WASHINGTON (JTA) — Rep. Lee Zeldin, one of two Jewish Republicans in Congress, defended his decision to have Steve Bannon headline a fundraiser.
“There’s a lot about his background that doesn’t get talked about and he’s gotten a bad rap in many respects,” Zeldin said Monday on CNN after being asked about a report that Bannon, a one-time senior adviser to President Donald Trump and the CEO at the Breitbart News website, will headline a fundraiser next month for Zeldin, who represents a Long Island district in New York.
Bannon has called the Breitbart site a platform for the “alt-right,” the loose assemblage of anti-establishment conservatives that includes white supremacists and anti-Semites. Bannon was the architect of Trump’s appeal to the far right and also speaks of “globalists” who control world finance and the media — a messaging that for some has echoes of classic anti-Semitic conspiracy theories.
Breitbart also is strongly pro-Israel, has reported sympathetically on Jews who face anti-Semitism on campuses and in Europe, and said he hopes anti-Semites will wash out of the alt-right movement.
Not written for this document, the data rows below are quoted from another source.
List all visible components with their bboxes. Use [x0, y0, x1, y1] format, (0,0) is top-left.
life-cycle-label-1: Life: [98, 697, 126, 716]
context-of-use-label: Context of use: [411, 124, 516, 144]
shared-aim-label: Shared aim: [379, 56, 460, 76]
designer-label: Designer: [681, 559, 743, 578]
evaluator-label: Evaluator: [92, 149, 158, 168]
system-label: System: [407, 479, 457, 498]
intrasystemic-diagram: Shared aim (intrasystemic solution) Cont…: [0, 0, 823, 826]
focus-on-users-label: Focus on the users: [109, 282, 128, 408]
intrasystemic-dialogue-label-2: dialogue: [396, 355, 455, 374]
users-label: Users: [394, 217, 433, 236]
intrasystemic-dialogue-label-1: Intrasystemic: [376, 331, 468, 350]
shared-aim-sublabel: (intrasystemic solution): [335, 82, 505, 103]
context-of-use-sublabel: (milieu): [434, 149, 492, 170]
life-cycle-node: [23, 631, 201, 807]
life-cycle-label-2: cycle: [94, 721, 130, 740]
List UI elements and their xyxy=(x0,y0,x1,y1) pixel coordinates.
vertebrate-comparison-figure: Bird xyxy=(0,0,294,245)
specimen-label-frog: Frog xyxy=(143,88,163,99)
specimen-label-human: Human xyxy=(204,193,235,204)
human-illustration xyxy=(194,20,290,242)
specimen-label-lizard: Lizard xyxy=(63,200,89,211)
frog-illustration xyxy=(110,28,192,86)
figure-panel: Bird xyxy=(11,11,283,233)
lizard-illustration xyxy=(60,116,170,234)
Zeldin said that people were sending him messages on Monday calling Bannon a “Nazi or Nazi sympathizer.” Referring to the Boycott, Divestment and Sanctions movement targeting Israel, the congressman said Bannon “is someone who passionately speaks to me about the need to combat the rising BDS movement that’s taking place on college campuses and also abroad.”
Also, Zeldin said, Bannon speaks to him about “strengthening the relationship with our friends like Israel, which has included the need to pass the Taylor Force Act” — a bill that would cut funding to the Palestinian Authority as long as it pays subsidies to the families of Palestinians who kill Israelis — “or moving the embassy to Jerusalem or treating our adversaries like adversaries.”
The Zionist Organization of America drew fire earlier this month for having Bannon speak at its annual New York gala.
“I agree with him in some respects, I disagree with him in other respects,” Zeldin said. “There’s a lot about his background people just don’t know.”